Thank you for the poem, Graham.  It is beautifully crafted and wonderfully evocative of three great creative people, all contributing to but subsumed by the Master Craftsman and Easter glory.


 Posted by: Deleted user 974 Friday 24 April 2009 - 08:19am

Wonderful to be engaged in writing poetry. And how maeningful it reached completion of Easter Day !


 Posted by: Graham Kings Wednesday 22 April 2009 - 07:28pm

We have just published on Fulcrum my poem, 'Finished in the New Creation'. It was completed on Easter day...


 Posted by: Graham Kings Tuesday 21 April 2009 - 07:04am

We have just published on Fulcrum Tom Wright's 2009 Easter Day sermon preached at Durham Cathedral, 'Let Beauty Awake'. A wonderful encouragement and challenge for Easter.


 Posted by: Deleted user 974 Monday 20 April 2009 - 06:47pm

Sorry to go - I expect you're used to folk going on a bit here! -- Cold Comfort Farm comes to mind --the novel and (Especially) the film. The Quivering Brethren are most instructive in their glum emphasis on Sin & Judgement. 

 

Come to think of it, it is a great film for the Resurrection season !


 Posted by: Deleted user 974 Monday 20 April 2009 - 04:52pm

oh and of course, Wrath !


 Posted by: Deleted user 974 Monday 20 April 2009 - 04:51pm

I note that it has taken us no time at all to move from Easter to some glum contributions on the fave topics of sin and judgement --rather eore-ish and perhaps show poor liturgical manners.   Blow the season we'll stick to our negative obsessions !

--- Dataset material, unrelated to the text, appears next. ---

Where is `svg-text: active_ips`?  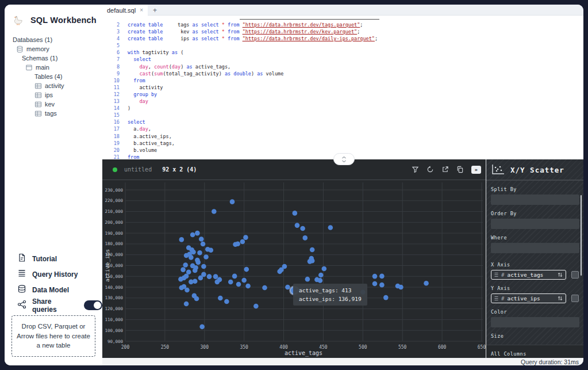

Well count me out, I am enjoying the evidence of resurrection all about me in the resugence of another Spring! Even reading some of this stuff has not left me feeling glum.

Try again !       

 

        (you never know...)


 Posted by: Dave Monday 20 April 2009 - 09:38am
Judgement is the natural outworking of wrath. Restoration is the natural outworking of love. The fulfilment of God's purpose is the restoration of all things. In the very inadequate language of mathematical programming love defines the goal and wrath is a constraint. David

 Posted by: Phil Almond Friday 17 April 2009 - 08:59pm

David H

 

“That’s why, when I sing that interesting recent song and we come to the line, ‘And on the cross, as Jesus died, the wrath of God was satisfied’, I believe it’s more deeply true to sing ‘the love of God was satisfied’, and I commend that alteration to those of you who sing that song, which is in other respects one of the very few really solid recent additions to our repertoire”.

 

It is not clear to me whether Tom Wright is saying:

 

It is true that the wrath of God was satisfied but it is more deeply true that the love of God was satisfied. If so, what does ‘satisfied’ mean with respect to ‘wrath’ and with respect to ‘love’? And why cannot the two truths be equally deeply true?

 

Or whether he is saying something else. If so, what?

 

Does anyone know?

 

Phil Almond


 Posted by: Dave Thursday 16 April 2009 - 01:50pm

Phil, Themes of sin and judgement make an early appearance in the Bible and recur regularly until very near the end. They are the context of Easter but they are not the Easter message itself. The Easter message is that God has made Jesus both Lord and Christ (Acts 2:36)and death has been defeated (1 Cor 15). Thus I find Tom Wright's article very much on target. He two Easter sermons are available at http://www.ntwrightpage.com/sermons/EasterVigil09.htm  Living in Gods Future  Now! and http://www.ntwrightpage.com/sermons/Easter09.htm  Let Beauty Awake If you wan't his views on the sort of subject you raise, a good starting point is his Maunday Thursday sermon The Word of the Cross from 2007 http://www.ntwrightpage.com/sermons/Word_Cross.htm  David


 Posted by: Phil Almond Tuesday 14 April 2009 - 09:21pm

What a pity that Tom Wright did not mention, among the several true things he said (Times Opinion, 11 April) the two things about the Resurrection of Christ which are the biggest offence to the world and an increasing embarrassment to parts of the Church: sin (‘delivered for our offences and raised for our justification’); and judgment (‘God now declares to all men everywhere to repent because he set a day in which he is about to judge the inhabited earth in righteousness by a man whom he designated, offering a guarantee to all having raised him up out of the dead’).

 

Phil Almond


 Posted by: John Oliver Sunday 12 April 2009 - 09:24pm
Thanks for the reflection - The First Written Gospel. Wonderfully unexpected - and so inclusive as well. He is risen - at last we are alive!